World Leaders Discuss Nuclear Terror Deterrents at Miami Conference

Officials from around the globe will congregate in Miami for an intensive five-day conference where they will participate in mock terrorist attacks and devise ways to track nuclear substances, safe-guard nuclear facilities, and combat trafficking of nuclear materials.

Officials from around the globe will congregate in Miami for an intensive five-day conference where they will participate in mock terrorist attacks and devise ways to track nuclear substances, safe-guard nuclear facilities, and combat trafficking of nuclear materials.

Participants in the Global Initiative to Combat Nuclear Terrorism Law Enforcement Conference include leaders from the U.S., Russia, China, Britain, France, Germany, Japan, and Canada, according to the Associated Press.

"The goal is to develop a liaison for future joint training initiatives," says Dr. Vahid Majidi, assistant director of the FBI's Weapons of Mass Destruction Directorate. "We are putting everyone around the same table for the first time and we have to speak a common language."

Majidi adds that the meetings will focus on investigation of terrorist attacks pertaining to nuclear and radioactive materials while analyzing how law enforcement can work conjointly with technical experts to combat the aforementioned threats.

Brian Finlay, a senior associate at the Washington-based Henry L. Stimson Center, calls the initiative a positive step but asserts that it will have limited power against nuclear weapon proliferation because officials from the countries posing the greatest concerns with regard to nuclear proliferation and sales—Pakistan, Iran, and North Korea—will not be in attendance.

"It certainly misses some of the big threats that are out there," says Finlay. "Is it really building capacity to fight proliferation? That's a leap."

Majidi counters that the agenda of the conference is about opening a dialog among countries with a common goal. "It's really designed to truly bring the players together to establish ground rules that allow us on a long-term basis to combat nuclear terrorism," says Majidi.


Work task »
Could you extract every entry below and reproduce it exactly?

### Information supplied ###

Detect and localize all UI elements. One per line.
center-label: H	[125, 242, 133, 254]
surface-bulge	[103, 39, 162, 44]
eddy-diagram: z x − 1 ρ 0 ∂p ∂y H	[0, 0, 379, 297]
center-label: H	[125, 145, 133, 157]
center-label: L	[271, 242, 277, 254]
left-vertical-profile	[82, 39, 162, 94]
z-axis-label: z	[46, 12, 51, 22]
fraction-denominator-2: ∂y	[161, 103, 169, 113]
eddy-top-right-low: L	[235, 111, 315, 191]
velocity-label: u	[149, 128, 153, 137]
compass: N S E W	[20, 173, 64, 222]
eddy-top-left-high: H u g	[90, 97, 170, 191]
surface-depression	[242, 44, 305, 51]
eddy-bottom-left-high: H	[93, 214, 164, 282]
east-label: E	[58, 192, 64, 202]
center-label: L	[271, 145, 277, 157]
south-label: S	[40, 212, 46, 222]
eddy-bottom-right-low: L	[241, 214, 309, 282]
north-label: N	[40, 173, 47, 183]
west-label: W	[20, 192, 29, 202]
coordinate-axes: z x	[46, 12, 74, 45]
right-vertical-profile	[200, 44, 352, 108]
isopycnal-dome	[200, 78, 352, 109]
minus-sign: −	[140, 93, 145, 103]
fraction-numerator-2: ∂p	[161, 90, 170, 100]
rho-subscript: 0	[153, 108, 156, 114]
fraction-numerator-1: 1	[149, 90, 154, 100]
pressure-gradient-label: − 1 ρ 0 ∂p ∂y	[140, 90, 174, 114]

###

Exercise solution »
Detect and localize all UI elements. One per line.
center-label: H	[125, 242, 133, 254]
surface-bulge	[103, 39, 162, 44]
eddy-diagram: z x − 1 ρ 0 ∂p ∂y H	[0, 0, 379, 297]
center-label: H	[125, 145, 133, 157]
center-label: L	[271, 242, 277, 254]
left-vertical-profile	[82, 39, 162, 94]
z-axis-label: z	[46, 12, 51, 22]
fraction-denominator-2: ∂y	[161, 103, 169, 113]
eddy-top-right-low: L	[235, 111, 315, 191]
velocity-label: u	[149, 128, 153, 137]
compass: N S E W	[20, 173, 64, 222]
eddy-top-left-high: H u g	[90, 97, 170, 191]
surface-depression	[242, 44, 305, 51]
eddy-bottom-left-high: H	[93, 214, 164, 282]
east-label: E	[58, 192, 64, 202]
center-label: L	[271, 145, 277, 157]
south-label: S	[40, 212, 46, 222]
eddy-bottom-right-low: L	[241, 214, 309, 282]
north-label: N	[40, 173, 47, 183]
west-label: W	[20, 192, 29, 202]
coordinate-axes: z x	[46, 12, 74, 45]
right-vertical-profile	[200, 44, 352, 108]
isopycnal-dome	[200, 78, 352, 109]
minus-sign: −	[140, 93, 145, 103]
fraction-numerator-2: ∂p	[161, 90, 170, 100]
rho-subscript: 0	[153, 108, 156, 114]
fraction-numerator-1: 1	[149, 90, 154, 100]
pressure-gradient-label: − 1 ρ 0 ∂p ∂y	[140, 90, 174, 114]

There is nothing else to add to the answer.